Erika Davis-Pitre The single most incredible thing for me about radical unschooling is the abundance It's the absolute abundance of time, of friendship, of love, of connectedness. The opportunities were endless for that connection And it wasn't based on a social strata or educational opportunity. It wasn't based on any of that, it was pure interest. It's like some of my best friends on Facebook are a good 30, 40 years younger than I am. Because we're interested in the same things, we get excited about the same things. 


Erika Davis-Pitre My expectation is that, oh, i need to look for another older woman or man to share this interest. I can go to a 15 year old and say, hey, i see you're doing this, i want in on that And I'm perfectly comfortable with being rejected or accepted perfectly comfortable. The rejection to me says I'm the right kind of person because the person can tell me no. That means it's an open friendship, it's an open relationship because I can be told no, especially when it seems like I have power in the upper hand. If I get told no, i'm hurt because I really wanted it to happen. But I'm also pleased because I'm that kind of friend. I'm not the yes friend that's grumbled about later. But I'm also really psyched when a young person says to me sure, i'd love to have you do this, that the other with me. It's that yin and yang of abundance. I'm constantly looking for grace. 


Cecilie Conrad: A lot of options and a lot of combinations of options And, as I said, it's like entering this fantasy world that looks and feels and tastes so different from the one that we had before inside the box. Are you sitting on a question? 


Jesper Conrad: Yeah, I am No, no, no. It's because the reason we had the reason you're doing a podcast beside We Love to Talk To is also that there are some people who are fully out there listening. And for those of them who are like, oh, this unschooling, is that a road I want to travel? Is it right for me? What would your advice be to them? 
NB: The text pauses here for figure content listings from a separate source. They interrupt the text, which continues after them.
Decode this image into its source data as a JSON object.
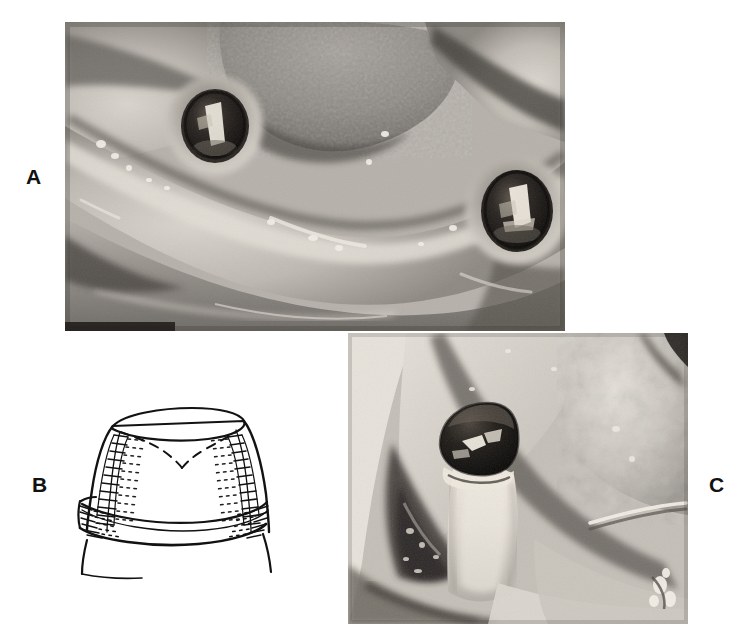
{
  "figure": {
    "type": "composite-clinical-figure",
    "panel_count": 3,
    "background_color": "#ffffff",
    "width": 747,
    "height": 644
  },
  "panels": [
    {
      "id": "a",
      "label": "A",
      "kind": "photograph",
      "tone": "grayscale",
      "subject": "intraoral occlusal view of edentulous mandibular arch with two exposed dental implant abutments",
      "bounds": {
        "x": 65,
        "y": 22,
        "w": 500,
        "h": 309
      },
      "label_position": {
        "x": 26,
        "y": 166
      },
      "features": [
        {
          "name": "left-implant-abutment",
          "cx": 150,
          "cy": 103,
          "rx": 30,
          "ry": 34,
          "tone": "#1a1714"
        },
        {
          "name": "right-implant-abutment",
          "cx": 452,
          "cy": 188,
          "rx": 32,
          "ry": 38,
          "tone": "#171310"
        },
        {
          "name": "tongue-dorsum",
          "tone": "#8e8a85"
        },
        {
          "name": "alveolar-ridge-crest",
          "tone": "#cfcac3"
        },
        {
          "name": "buccal-vestibule-shadow",
          "tone": "#6a6660"
        }
      ]
    },
    {
      "id": "b",
      "label": "B",
      "kind": "line-drawing",
      "tone": "ink-on-white",
      "subject": "schematic cross-section of a telescopic coping / crown seated over an abutment, hatched lateral walls and dashed internal outline",
      "bounds": {
        "x": 58,
        "y": 382,
        "w": 250,
        "h": 200
      },
      "label_position": {
        "x": 32,
        "y": 474
      },
      "features": [
        {
          "name": "coping-occlusal-ellipse",
          "style": "solid-outline"
        },
        {
          "name": "left-hatched-wall",
          "style": "hatched"
        },
        {
          "name": "right-hatched-wall",
          "style": "hatched"
        },
        {
          "name": "internal-dashed-margin",
          "style": "dashed"
        },
        {
          "name": "cervical-collar-band",
          "style": "solid-double-line"
        },
        {
          "name": "root-silhouette",
          "style": "solid-outline"
        }
      ]
    },
    {
      "id": "c",
      "label": "C",
      "kind": "photograph",
      "tone": "grayscale",
      "subject": "close-up lateral intraoral view of a single dark metallic crown seated on an abutment post with surrounding soft tissue",
      "bounds": {
        "x": 348,
        "y": 333,
        "w": 340,
        "h": 291
      },
      "label_position": {
        "x": 709,
        "y": 474
      },
      "features": [
        {
          "name": "metal-crown-cap",
          "cx": 128,
          "cy": 112,
          "rx": 40,
          "ry": 30,
          "tone": "#120f0d"
        },
        {
          "name": "abutment-post",
          "tone": "#d8d3cb"
        },
        {
          "name": "soft-tissue-sulcus-shadow",
          "tone": "#4e4a45"
        },
        {
          "name": "mucosa-highlight",
          "tone": "#ded8d0"
        }
      ]
    }
  ],
  "palette": {
    "page_background": "#ffffff",
    "ink": "#111111",
    "photo_mid_gray": "#b9b6b1",
    "photo_highlight": "#eae5de",
    "photo_shadow": "#3a3733",
    "photo_deep_black": "#141210"
  }
}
Erika Davis-Pitre Two things, depending on where you live. If you live like, say, in the States, if you live in the United States, get to an unschooling conference, go to a conference. Make it your family vacation one year And don't just go during the day. I mean, if you can, if you can afford it, if you can work it out, go stay in the conference hotel. Just walk around and look at the connections and look at the way the people who are doing it, and doing it successfully, look how they move in the world. Look at the interactions. In Europe there's quite a few little unschooling pop-ups. There's conferences, there's camping trips. There's different ways to connect. I've been to a couple of them. So being around unschoolers in their natural habitat, that tends to do it. 


Cecilie Conrad: That's the cold sleeping bed. 
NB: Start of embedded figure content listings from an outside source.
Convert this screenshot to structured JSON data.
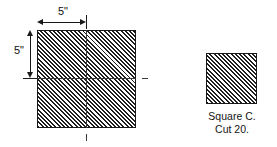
{
  "figure": {
    "background_color": "#ffffff",
    "line_color": "#1a1a1a",
    "hatch_fill_color": "#6e6e6e",
    "hatch_line_color": "#1f1f1f"
  },
  "big_square": {
    "name": "large hatched square",
    "width_dimension": {
      "label": "5\"",
      "value": 5,
      "unit": "inch",
      "orientation": "horizontal",
      "position": "top"
    },
    "height_dimension": {
      "label": "5\"",
      "value": 5,
      "unit": "inch",
      "orientation": "vertical",
      "position": "left"
    },
    "centerlines": {
      "horizontal": true,
      "vertical": true
    }
  },
  "small_square": {
    "name": "small hatched square",
    "caption_line_1": "Square C.",
    "caption_line_2": "Cut 20."
  }
}
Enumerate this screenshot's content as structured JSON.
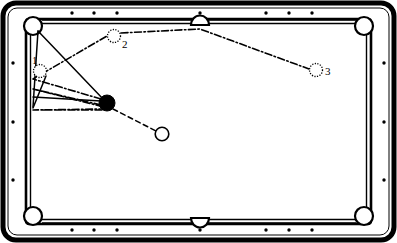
{
  "diagram": {
    "type": "billiards-table-shot-diagram",
    "colors": {
      "rail_outer": "#000000",
      "cloth": "#ffffff",
      "cushion_line": "#000000",
      "cue_ball_fill": "#000000",
      "object_ball_fill": "#ffffff",
      "line": "#000000"
    },
    "table": {
      "outer_rect": {
        "x": 3,
        "y": 3,
        "width": 391,
        "height": 237,
        "radius": 12
      },
      "cushion_rect": {
        "x": 27,
        "y": 20,
        "width": 343,
        "height": 203
      },
      "playfield_rect": {
        "x": 31,
        "y": 24,
        "width": 335,
        "height": 195
      }
    },
    "pockets": [
      {
        "name": "top-left-pocket",
        "cx": 33,
        "cy": 26
      },
      {
        "name": "top-center-pocket",
        "cx": 200,
        "cy": 21
      },
      {
        "name": "top-right-pocket",
        "cx": 364,
        "cy": 26
      },
      {
        "name": "bottom-left-pocket",
        "cx": 33,
        "cy": 215
      },
      {
        "name": "bottom-center-pocket",
        "cx": 200,
        "cy": 221
      },
      {
        "name": "bottom-right-pocket",
        "cx": 364,
        "cy": 215
      }
    ],
    "diamonds": {
      "top": [
        72,
        94,
        117,
        200,
        266,
        289,
        312
      ],
      "bottom": [
        72,
        94,
        117,
        200,
        266,
        289,
        312
      ],
      "left": [
        63,
        122,
        180
      ],
      "right": [
        63,
        122,
        180
      ],
      "top_y": 13,
      "bottom_y": 230,
      "left_x": 13,
      "right_x": 384
    },
    "balls": [
      {
        "name": "cue-ball",
        "label": "",
        "cx": 107,
        "cy": 103,
        "r": 8,
        "style": "solid-black"
      },
      {
        "name": "object-ball-1",
        "label": "1",
        "label_x": 34,
        "label_y": 63,
        "cx": 40,
        "cy": 71,
        "r": 7,
        "style": "dotted-outline"
      },
      {
        "name": "object-ball-2",
        "label": "2",
        "label_x": 124,
        "label_y": 47,
        "cx": 114,
        "cy": 36,
        "r": 7,
        "style": "dotted-outline"
      },
      {
        "name": "object-ball-3",
        "label": "3",
        "label_x": 327,
        "label_y": 74,
        "cx": 316,
        "cy": 70,
        "r": 7,
        "style": "dotted-outline"
      },
      {
        "name": "target-ball",
        "label": "",
        "cx": 162,
        "cy": 134,
        "r": 7,
        "style": "solid-outline"
      }
    ],
    "shot_lines": [
      {
        "name": "aim-line-pocket-to-cueball",
        "style": "solid",
        "points": [
          [
            38,
            31
          ],
          [
            107,
            103
          ]
        ]
      },
      {
        "name": "aim-line-pocket-to-left-rail",
        "style": "solid",
        "points": [
          [
            38,
            31
          ],
          [
            33,
            108
          ]
        ]
      },
      {
        "name": "aim-line-ball1-to-lower-rail",
        "style": "solid",
        "points": [
          [
            45,
            76
          ],
          [
            33,
            108
          ]
        ]
      },
      {
        "name": "bank-path-cueball-to-ball2",
        "style": "dash-dot",
        "points": [
          [
            107,
            103
          ],
          [
            33,
            79
          ],
          [
            114,
            36
          ]
        ]
      },
      {
        "name": "bank-path-ball2-to-ball3",
        "style": "dash-dot",
        "points": [
          [
            121,
            33
          ],
          [
            200,
            28
          ],
          [
            316,
            70
          ]
        ]
      },
      {
        "name": "bank-path-cueball-left-rail-low",
        "style": "dash-dot",
        "points": [
          [
            102,
            110
          ],
          [
            33,
            96
          ],
          [
            107,
            103
          ]
        ]
      },
      {
        "name": "bank-path-cueball-left-rail-lowest",
        "style": "dash-dot",
        "points": [
          [
            104,
            112
          ],
          [
            33,
            109
          ],
          [
            110,
            106
          ]
        ]
      },
      {
        "name": "cut-line-cueball-to-target",
        "style": "dashed",
        "points": [
          [
            112,
            109
          ],
          [
            162,
            134
          ]
        ]
      }
    ]
  }
}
Erika Davis-Pitre That tends to do it. That tends to do it Also to join groups online. There are unschooling groups online on Facebook. There are Yahoo groups. There are all kinds of groups that talk about unschooling, answering questions in real time. I know of five or six unschooling groups that are on Facebook. A couple of them, especially the radical unschooling they're not hand-holding coddling places. This is how it's done kind of places. Walk through those places, don't say anything, don't contribute, don't just read. There's such a wealth of information from reading and looking at what it looks like. 


Erika Davis-Pitre Don't look at grown unschoolers as the example of it working. Look at the people that are in the thick of it. Look at people who have teens that don't know if they're going to go to college or not. Don't know if they're going to open their own business or not. Don't know if they want to leave their parents nest or not. Look at the connection in making those kind of choices and decisions. Don't look at the successes. Look at the nitty gritty. Look at how those families live with each other and make decisions Based unschooling curiosity, on that versus. Oh, look at that person, she went to Harvard. Oh, look at that person, she went to Oxford or Cambridge. Get away from that box of looking at unschooling as a way to get to something Right. Don't look at the outcomes. Look at the internal workings. Look at how things are negotiated in families that are adjusting to changes in need. 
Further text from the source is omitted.